A Critical Reflection on Large Language Models in Clinical Psychology

Giulio Vidotto, Davide Ditolve, Anna Panzeri

Large Language Models (LLMs) are not only technical tools but epistemic actors that simulate understanding, reasoning, and memory. This paper analyses four interrelated dimensions of LLM functioning (i.e., malfunctioning, simulated metacognition, memory, and ethics) through a critical psychological lens. It argues that what appears as reflective or reliable output is often a structurally constrained simulation shaped by linguistic optimization rather than epistemic grounding. Drawing on recent empirical findings, we show how LLMs outperform humans in specific problem-solving tasks without accessing semantic insight, and how linguistic fluency can foster illusions of authority or intentionality. The notion of malfunction is reframed as a systemic byproduct of generative alignment, not as a technical error. Simulated metacognition, while functionally useful, lacks self-representation and introspective depth. Memory, meanwhile, enables narrative coherence but risks anthropomorphic misattribution. Finally, ethics is relocated from the model’s «behaviour» to its design and governance structures. This perspective calls for an epistemology of simulation: one that distinguishes surface competence from cognitive commitment, and that equips researchers and clinicians to critically integrate LLMs into practice without conflating performance with understanding. We also outline two practical tools: the Socratic Stress Test (SST), based on assertion-to-source mapping, principled abstention, and diachronic coherence checks, and a structured functional grid for coding outputs and supporting transparent auditing in clinical contexts while preserving measurement validity across sessions.

DOI 
10.14605/PCC3222605

Keywords
Large language models (LLMs), Clinical psychology, Socratic Stress Test (SST), Assertion-to-source mapping, Simulated metacognition, Confabulation (hallucinations), Model memory, Human-in-the-loop (decision support).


- **What is being asked**: The answer must be a single number: how many lines of the records below hold the word "text".

- **Items listed in a dataset**:
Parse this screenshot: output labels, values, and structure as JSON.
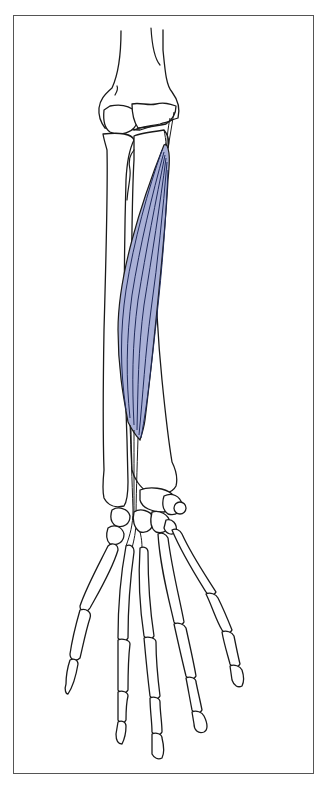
{
  "figure": {
    "type": "anatomical-illustration",
    "subject": "forearm and hand skeleton (anterior view) with highlighted muscle",
    "colors": {
      "muscle_fill": "#a9b0d6",
      "muscle_fiber": "#1f2a5a",
      "bone_outline": "#1a1a1a",
      "bone_fill": "#ffffff",
      "frame_border": "#555555",
      "background": "#ffffff"
    },
    "regions": [
      "humerus-distal",
      "elbow-joint",
      "radius",
      "ulna",
      "highlighted-muscle",
      "tendon",
      "carpals",
      "metacarpals",
      "phalanges"
    ]
  }
}
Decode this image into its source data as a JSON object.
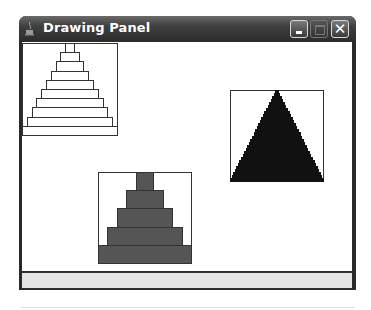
{
  "window": {
    "title": "Drawing Panel",
    "buttons": {
      "minimize": "minimize",
      "maximize": "maximize",
      "close": "✕"
    }
  },
  "canvas": {
    "pyramids": [
      {
        "name": "outlined-pyramid",
        "box": {
          "x": 22,
          "y": 43,
          "w": 96,
          "h": 92
        },
        "layers": 10,
        "fill": "#ffffff",
        "stroke": "#333333"
      },
      {
        "name": "black-pyramid",
        "box": {
          "x": 230,
          "y": 90,
          "w": 94,
          "h": 91
        },
        "layers": 30,
        "fill": "#111111",
        "stroke": "#111111"
      },
      {
        "name": "gray-pyramid",
        "box": {
          "x": 98,
          "y": 172,
          "w": 94,
          "h": 91
        },
        "layers": 5,
        "fill": "#555555",
        "stroke": "#333333"
      }
    ]
  },
  "status_bar": {
    "text": ""
  }
}
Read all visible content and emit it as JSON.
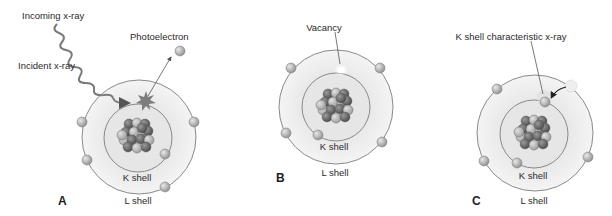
{
  "figure": {
    "panels": [
      {
        "letter": "A",
        "labels": {
          "incoming": "Incoming x-ray",
          "incident": "Incident x-ray",
          "photoelectron": "Photoelectron",
          "k_shell": "K shell",
          "l_shell": "L shell"
        }
      },
      {
        "letter": "B",
        "labels": {
          "vacancy": "Vacancy",
          "k_shell": "K shell",
          "l_shell": "L shell"
        }
      },
      {
        "letter": "C",
        "labels": {
          "characteristic": "K shell characteristic x-ray",
          "k_shell": "K shell",
          "l_shell": "L shell"
        }
      }
    ],
    "colors": {
      "shell_fill": "#ececec",
      "inner_fill": "#e2e2e2",
      "electron": "#b5b5b5",
      "nucleon_dark": "#6e6e6e",
      "nucleon_light": "#c4c4c4",
      "interaction_star": "#7d7d7d"
    }
  }
}
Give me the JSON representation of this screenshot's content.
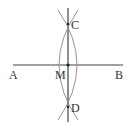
{
  "diagram": {
    "type": "geometric-construction",
    "colors": {
      "line": "#444444",
      "arc": "#888888",
      "point": "#222222",
      "text": "#333333"
    },
    "points": {
      "A": {
        "label": "A",
        "x": 13,
        "y": 65
      },
      "B": {
        "label": "B",
        "x": 123,
        "y": 65
      },
      "M": {
        "label": "M",
        "x": 68,
        "y": 65
      },
      "C": {
        "label": "C",
        "x": 68,
        "y": 24
      },
      "D": {
        "label": "D",
        "x": 68,
        "y": 107
      }
    },
    "segments": [
      {
        "from": "A",
        "to": "B",
        "name": "segment-AB"
      },
      {
        "from": "C",
        "to": "D",
        "name": "perpendicular-bisector-CD",
        "extended": true
      }
    ],
    "arcs": [
      {
        "name": "arc-left",
        "through": [
          "C",
          "D"
        ],
        "bulge": "left"
      },
      {
        "name": "arc-right",
        "through": [
          "C",
          "D"
        ],
        "bulge": "right"
      }
    ]
  }
}
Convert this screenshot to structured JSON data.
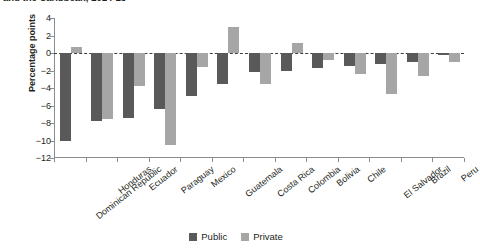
{
  "title": {
    "text": "and the Caribbean, 2014-15",
    "clipped": true
  },
  "axes": {
    "ylabel": "Percentage points",
    "xlabel": "",
    "yticks": [
      "4",
      "2",
      "0",
      "-2",
      "-4",
      "-6",
      "-8",
      "-10",
      "-12"
    ]
  },
  "legend": {
    "position": "bottom-center",
    "items": [
      {
        "label": "Public",
        "color": "#595959"
      },
      {
        "label": "Private",
        "color": "#a6a6a6"
      }
    ]
  },
  "colors": {
    "public": "#595959",
    "private": "#a6a6a6",
    "axis": "#8c8c8c",
    "text": "#231f20",
    "zeroline": "#3f3f3f"
  },
  "chart_data": {
    "type": "bar",
    "title": "and the Caribbean, 2014-15",
    "xlabel": "",
    "ylabel": "Percentage points",
    "ylim": [
      -12,
      4
    ],
    "ytick_step": 2,
    "grid": false,
    "legend_position": "bottom-center",
    "zero_reference_line": 0,
    "categories": [
      "Dominican Republic",
      "Honduras",
      "Ecuador",
      "Paraguay",
      "Mexico",
      "Guatemala",
      "Costa Rica",
      "Colombia",
      "Bolivia",
      "Chile",
      "El Salvador",
      "Brazil",
      "Peru"
    ],
    "series": [
      {
        "name": "Public",
        "color": "#595959",
        "values": [
          -10.0,
          -7.8,
          -7.4,
          -6.4,
          -4.9,
          -3.5,
          -2.2,
          -2.0,
          -1.7,
          -1.5,
          -1.2,
          -1.0,
          -0.2
        ]
      },
      {
        "name": "Private",
        "color": "#a6a6a6",
        "values": [
          0.7,
          -7.5,
          -3.8,
          -10.5,
          -1.6,
          3.0,
          -3.5,
          1.1,
          -0.8,
          -2.4,
          -4.7,
          -2.6,
          -1.0
        ]
      }
    ]
  }
}
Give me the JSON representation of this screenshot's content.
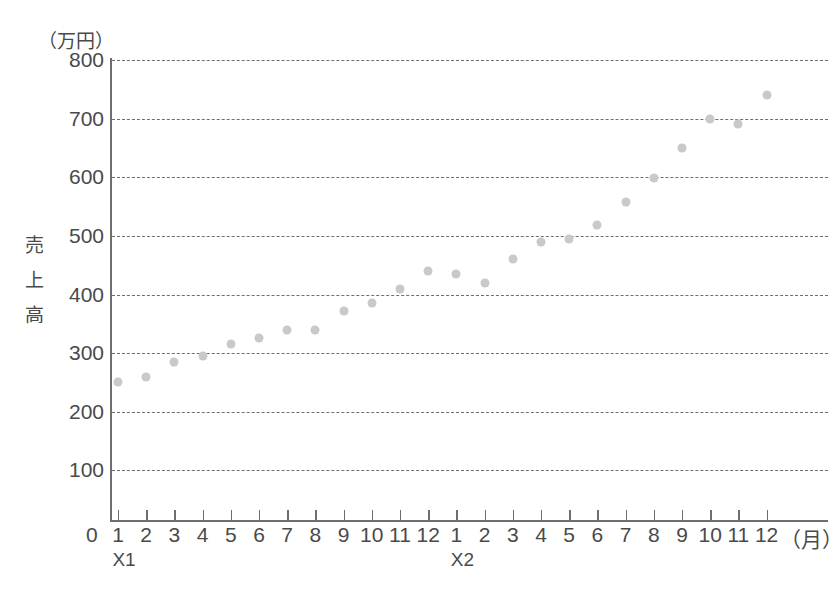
{
  "chart": {
    "title": "",
    "unit_label": "（万円）",
    "yaxis_title_chars": [
      "売",
      "上",
      "高"
    ],
    "xaxis_unit": "（月）",
    "x_origin_label": "0",
    "group_labels": [
      "X1",
      "X2"
    ]
  },
  "chart_data": {
    "type": "scatter",
    "title": "",
    "xlabel": "（月）",
    "ylabel": "売上高",
    "yunit": "（万円）",
    "ylim": [
      0,
      800
    ],
    "yticks": [
      100,
      200,
      300,
      400,
      500,
      600,
      700,
      800
    ],
    "grid": true,
    "legend": "none",
    "x_tick_labels": [
      "1",
      "2",
      "3",
      "4",
      "5",
      "6",
      "7",
      "8",
      "9",
      "10",
      "11",
      "12",
      "1",
      "2",
      "3",
      "4",
      "5",
      "6",
      "7",
      "8",
      "9",
      "10",
      "11",
      "12"
    ],
    "x_groups": [
      {
        "name": "X1",
        "tick_start": 1,
        "tick_end": 12
      },
      {
        "name": "X2",
        "tick_start": 13,
        "tick_end": 24
      }
    ],
    "series": [
      {
        "name": "売上高",
        "color": "#c9c9c9",
        "points": [
          {
            "x": 1,
            "group": "X1",
            "month": 1,
            "y": 250
          },
          {
            "x": 2,
            "group": "X1",
            "month": 2,
            "y": 260
          },
          {
            "x": 3,
            "group": "X1",
            "month": 3,
            "y": 285
          },
          {
            "x": 4,
            "group": "X1",
            "month": 4,
            "y": 295
          },
          {
            "x": 5,
            "group": "X1",
            "month": 5,
            "y": 315
          },
          {
            "x": 6,
            "group": "X1",
            "month": 6,
            "y": 325
          },
          {
            "x": 7,
            "group": "X1",
            "month": 7,
            "y": 340
          },
          {
            "x": 8,
            "group": "X1",
            "month": 8,
            "y": 340
          },
          {
            "x": 9,
            "group": "X1",
            "month": 9,
            "y": 372
          },
          {
            "x": 10,
            "group": "X1",
            "month": 10,
            "y": 385
          },
          {
            "x": 11,
            "group": "X1",
            "month": 11,
            "y": 410
          },
          {
            "x": 12,
            "group": "X1",
            "month": 12,
            "y": 440
          },
          {
            "x": 13,
            "group": "X2",
            "month": 1,
            "y": 435
          },
          {
            "x": 14,
            "group": "X2",
            "month": 2,
            "y": 420
          },
          {
            "x": 15,
            "group": "X2",
            "month": 3,
            "y": 460
          },
          {
            "x": 16,
            "group": "X2",
            "month": 4,
            "y": 490
          },
          {
            "x": 17,
            "group": "X2",
            "month": 5,
            "y": 495
          },
          {
            "x": 18,
            "group": "X2",
            "month": 6,
            "y": 518
          },
          {
            "x": 19,
            "group": "X2",
            "month": 7,
            "y": 557
          },
          {
            "x": 20,
            "group": "X2",
            "month": 8,
            "y": 598
          },
          {
            "x": 21,
            "group": "X2",
            "month": 9,
            "y": 650
          },
          {
            "x": 22,
            "group": "X2",
            "month": 10,
            "y": 700
          },
          {
            "x": 23,
            "group": "X2",
            "month": 11,
            "y": 690
          },
          {
            "x": 24,
            "group": "X2",
            "month": 12,
            "y": 740
          }
        ]
      }
    ]
  }
}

- **Task response**: 4